The Tim Buckley Archives

Album Reviews

2009

Tim Buckley Live at the Folklore Center,
NYC - March 6th, 1967

by Stephen M. Deusner

Tim Buckley was only 20 years old when he took a chair in Israel Izzy Young's shop and played a show for the small crowd seated on the floor among the racks of periodicals, books, LPs, and instruments hanging on the walls.

This was the Folklore Center, recently relocated from MacDougal Street to Sixth Avenue, as if physically representing the gradual dispersal of the Greenwich Village folk scene.

In 1967, Buckley was not a household name (nor would he ever be); he had released a mannered debut on Asylum the year before, and had a follow-up scheduled for a few months later. At that point, he was a young artist still developing his sound and style, still honing his lyrical and vocal gifts.

Although he had spent a few years in New York City before returning to Los Angeles, Buckley was closely associated with the West Coast scene, which was the reason Young booked him: I'm presenting concerts again so I can hear what a West Coast singer sounds like in person, writes Young in the liner notes to the new Live at the Folklore Center, NYC – March 6, 1967.

Buckley must have been a novelty on the monthlong Folklore Center Continuing Folk Festival, the odd man out among New York natives Jack Elliott, Art Rosenbaum, and Spider John Koerner. But he was no more a Laurel Canyon strummer than he was a Village folkie and in fact adopted the brittle composure of the British folk at its stiffest on his debut.

There are traces of that formality on Live at the Folklore Center, but it is usually obscured by the influence of Bob Dylan, Fred Neil, and other East Coast singers, which is more obvious on this record than on any of his studio LPs. These are stark recordings of skeletal songs, featuring just Buckley's bell-like voice and emphatic, often percussive guitar playing. The sound quality is good, which is unexpected considering the performance was recorded through one mic on a machine used for taping field recordings.
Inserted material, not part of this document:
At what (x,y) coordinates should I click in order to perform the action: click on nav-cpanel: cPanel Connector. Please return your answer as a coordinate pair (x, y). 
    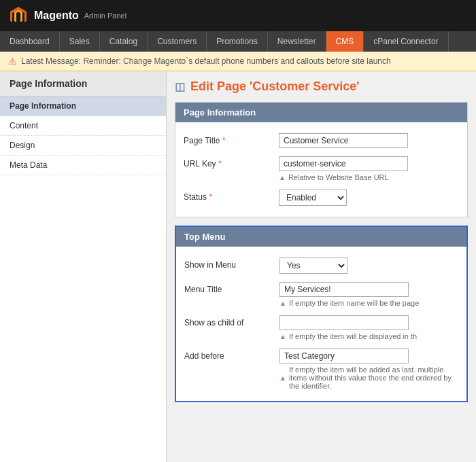
    Looking at the image, I should click on (406, 41).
On opener Song for Jainie, Wings, and especially Aren't You the Girl, Buckley conveys the conflicts and romantic recriminations as strongly and surely by himself as he did with a full band and string section on his debut, and No Man Can Find the War flourishes in this context, the strident strumming and descending melody on the chorus sounding like damning judgments.

Live at the Folklore Center is a document of the artist pulling away not just from the New York scene or the West Coast scene, but from every scene. With each record, Buckley put an increasingly distinctive stamp on his songs, saturating them in jazz, raga, psychedelia, rock, and even schmaltz (ever heard his cover of Tom Waits' Martha?). Phantasmagoria in Two and Carnival Song point in that direction, even if they feel a bit unformed at this point. On the other hand, his relatively conservative reading of Fred Neil's Dolphins sounds much less affected than the version that would appear on 1973's Sefronia.
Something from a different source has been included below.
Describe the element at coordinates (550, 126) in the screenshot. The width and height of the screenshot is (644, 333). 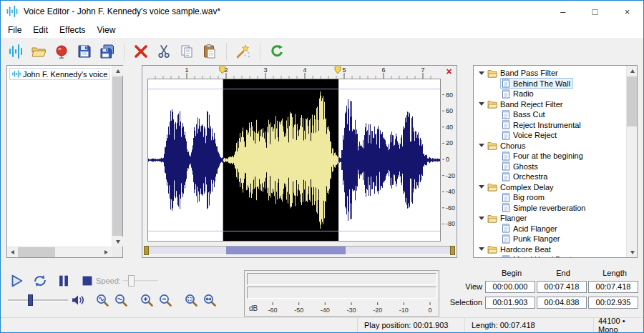
I see `preset-item: Reject Instrumental` at that location.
What makes this recording more than a milemarker in an unpredictable and truncated career is the tracklist itself: Of the sixteen songs Buckley played that night, six have never been officially released in any format, live or otherwise, until now. That the show ends with four such discoveries gives a sense forty years later of the artist embarking into the unknown, starting with the juxtaposition of his delicate vocal melody against his spidery, almost sinister guitar playing on Cripples Cry. If the Rain Comes never pours, but Country Boy is a strong stab at country folk, and Buckley sounds like three or four different singers trading off vocals on I Can't Leave You Loving Me.

It's a climactic performance that shows both what Buckley had been and what he would become.